-- Opening Marker --

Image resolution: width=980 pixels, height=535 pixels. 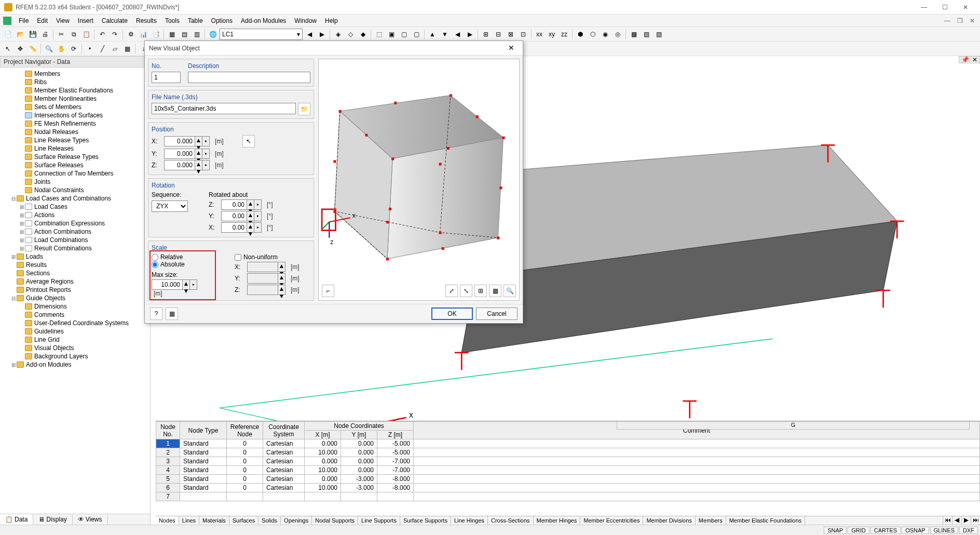 What do you see at coordinates (296, 520) in the screenshot?
I see `bottom-tab: Openings` at bounding box center [296, 520].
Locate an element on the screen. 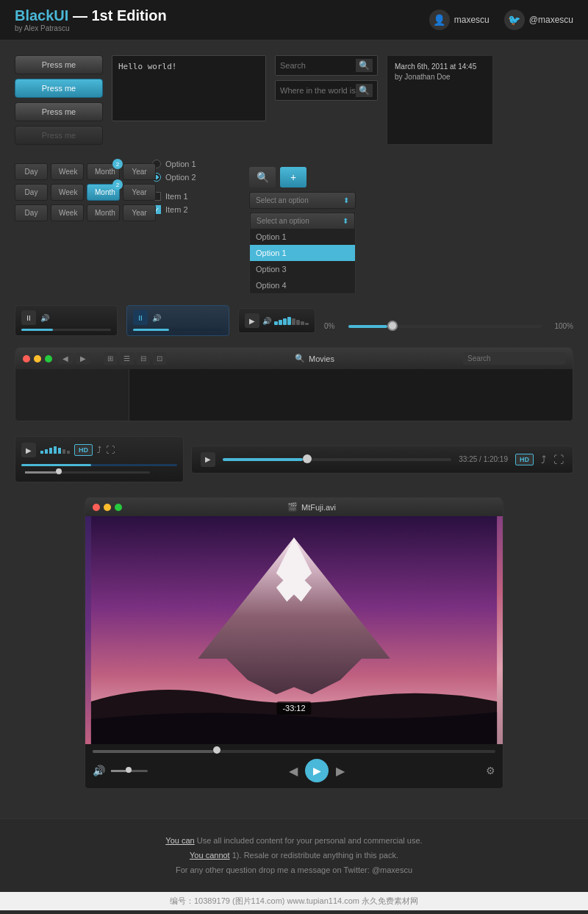 This screenshot has height=914, width=588. mini-player-1: ⏸ 🔊 is located at coordinates (66, 321).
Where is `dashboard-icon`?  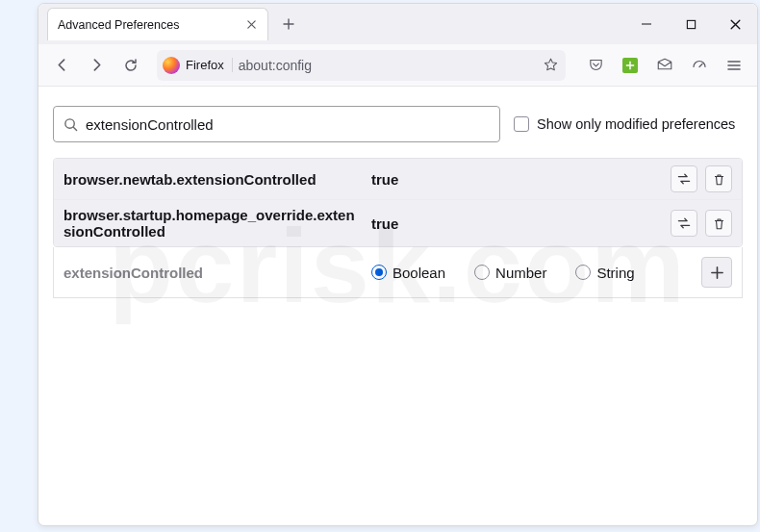
dashboard-icon is located at coordinates (699, 65).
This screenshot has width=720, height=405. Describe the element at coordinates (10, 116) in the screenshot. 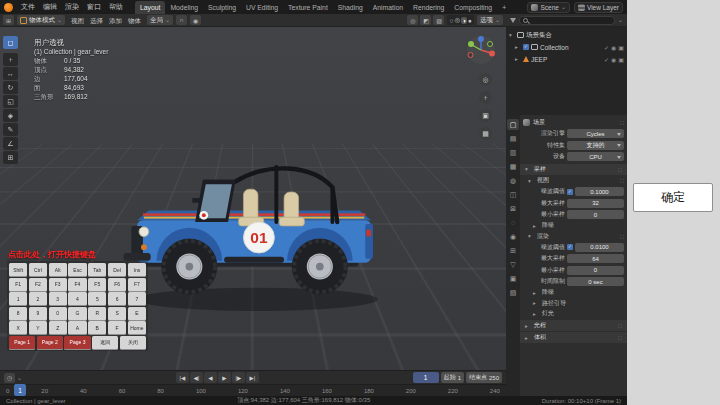

I see `transform-icon: ◈` at that location.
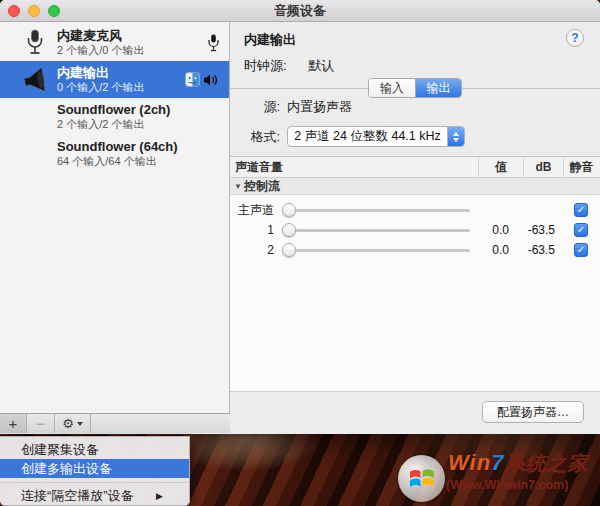 The image size is (600, 506). I want to click on device-name: Soundflower (64ch), so click(118, 147).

-- Closing Marker --

• **AIM OF THE TASK**: Transcribe nothing but the lines from the one containing "This screenshot has width=720, height=405." through the final line of the records, exactly as written and without pictures.

• **OUTPUT OF THE EXERCISE**:
This screenshot has width=720, height=405. Describe the element at coordinates (10, 116) in the screenshot. 

I see `transform-icon: ◈` at that location.
 The image size is (600, 506). I want to click on device-name: Soundflower (64ch), so click(118, 147).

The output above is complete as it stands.